Tackling a Trustmark: Finding Validation though Best Practice Integrations

After years of utilizing CompTIA’s educational services and participating in its conferences, OKI Data Americans, a company specializing managed print services, decided to look deeper into what other services CompTIA offered. Even with a well-established base in distribution and dealer relations, OKI noted that there was room for evaluation and further expansion in its print services offering.

OKI places a high priority on making sure it finds dealers that prove to be reliable additions to its business. Hoping to create a more extensive vendor network, Jacki Paralis, senior marketing manager, and Ed Juliff, assistant operations manager at OKI said they knew CompTIA could provide the “gateway for introductions” that OKI was looking for. Toward that end, in January of this year, OKI officially received its Managed Print Trustmark, denoting the successful completion of the managed print services certification process, as well as its first step towards solidifying the strong connections it was looking for.

When the company, which works with its channel partners to evaluate and reduce the costs of its end-users’ daily printing operations, realized that both its partners and competitors were becoming MPS certified, it began researching the Trustmark process. Juliff said “it was a no brainer that it was something we needed to pursue” once the Trustmark was on its radar.

As OKI began the self-assessment process for its Managed Print Trustmark, it found that it already had most of the requirements in place. In fact, after only one submission, OKI received its certification. Both Paralis and Juliff wanted to see the good with the bad, so the substantiation they received for OKI’s previous business decisions was much needed. Receiving affirmation that through the years, their company “took the right path,” Paralis said, was a satisfying feeling. Beyond this affirmation though, the self-assessment process helped them “close some loop holes in the documents [OKI] was already using,” said Juliff. From there, it was able to build upon the framework of their existing contracts and documents with the details addressed in the Trustmark’s self-assessment.

“You always compare how you do things versus how other manufactures are doing things,” Paralis said. “You are never comparing how they should be done.” Juliff and Paralis believed that CompTIA was the only organization with the benchmark set to push them beyond emulation of their competition and into implementation of industry best practices. Since OKI had gone through extensive modification over the years, Juliff was interested in seeing how these standards, once applied, would impact the overall results of their everyday processes. In the end, OKI was surprised at how essential its new practices seemed to its operations.

“We have gotten a number of opportunities brought to us that we may not have in the past because we validated our program,” Paralis said. In the broadest reaches of its business, OKI wanted its current and future clients to be able to recognize its credibility as it was established through objective third party validation. As OKI prepares for its official press release announcing its Trustmark, it is training its sales staff on the certification process so that they can share their new references to their clients. Already, with their frequent interactions with other companies in the industry, Paralis and Juliff both noticed that when other professionals “hear the CompTIA name, it instantly bring validation to the conversation when you talk about Trustmarks.”

 

Jordyn Goffo is marketing and communications intern at CompTIA.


• Task description
What follows is a listing; repeat exactly, and only, its lines from the one holding "Fetch bounding box of woman." through the last, leaving any pictures out.

• Information provided
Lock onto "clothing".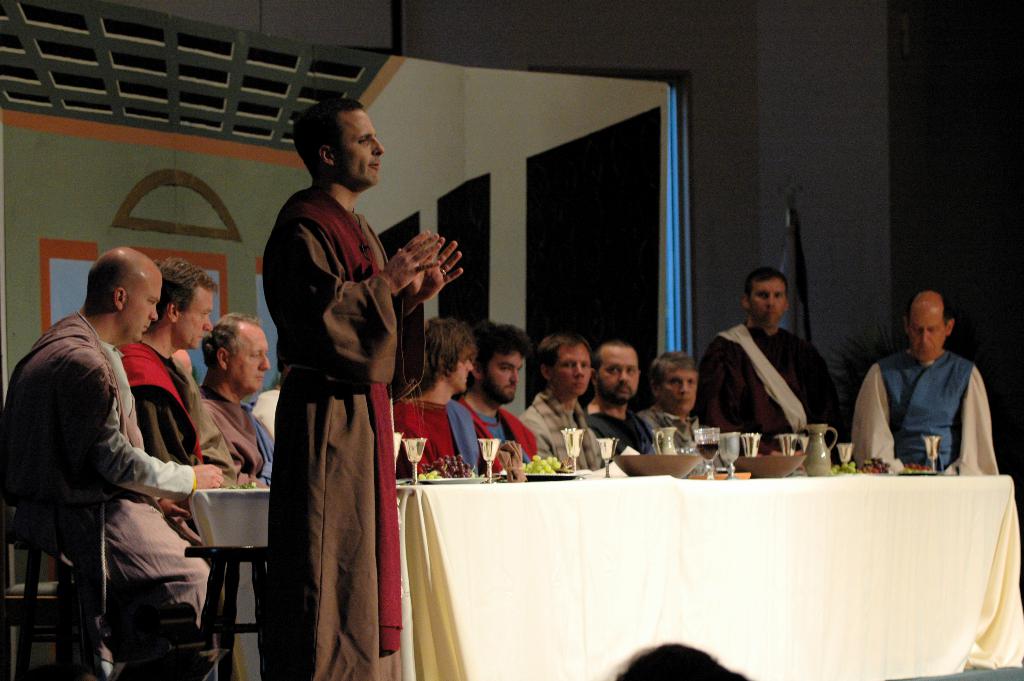
Locked: locate(0, 329, 220, 680).
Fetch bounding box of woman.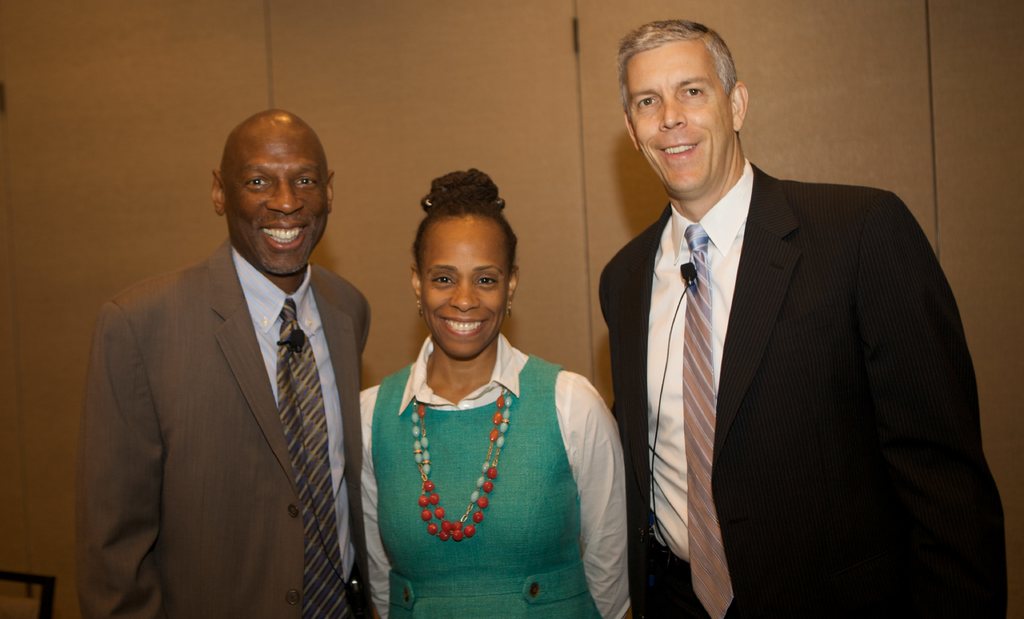
Bbox: 358, 185, 605, 616.
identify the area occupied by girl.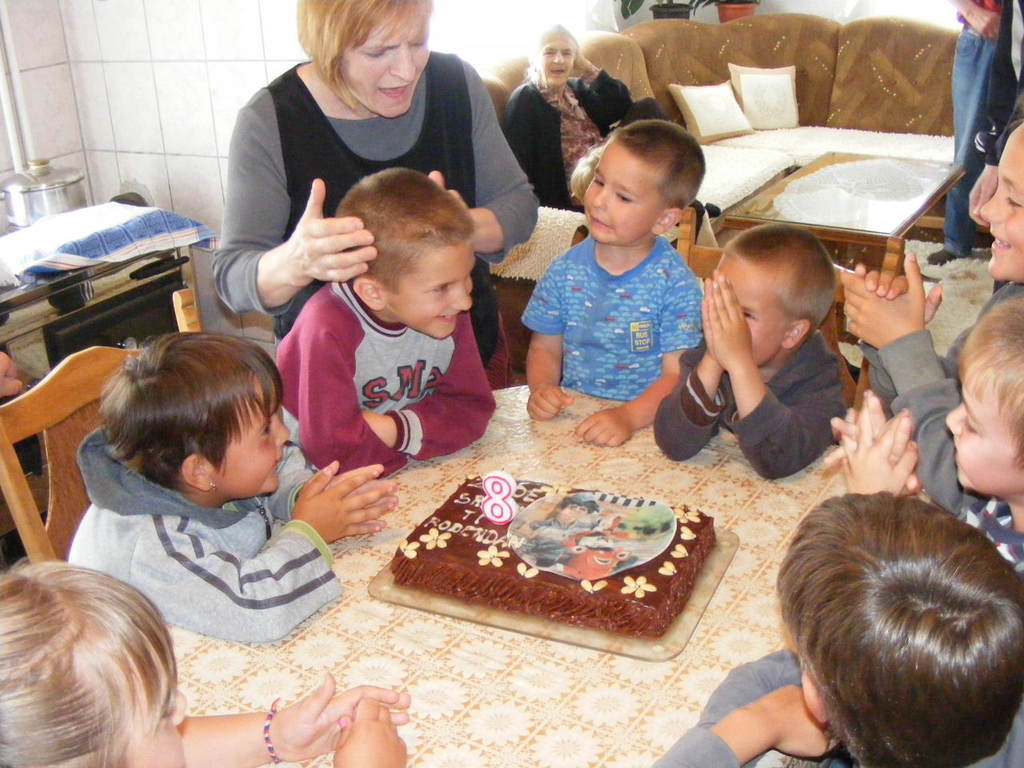
Area: 0/554/414/767.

• Response area
Fetch bounding box of woman.
Bbox: 358, 185, 605, 616.
identify the area occupied by girl.
Area: 0/554/414/767.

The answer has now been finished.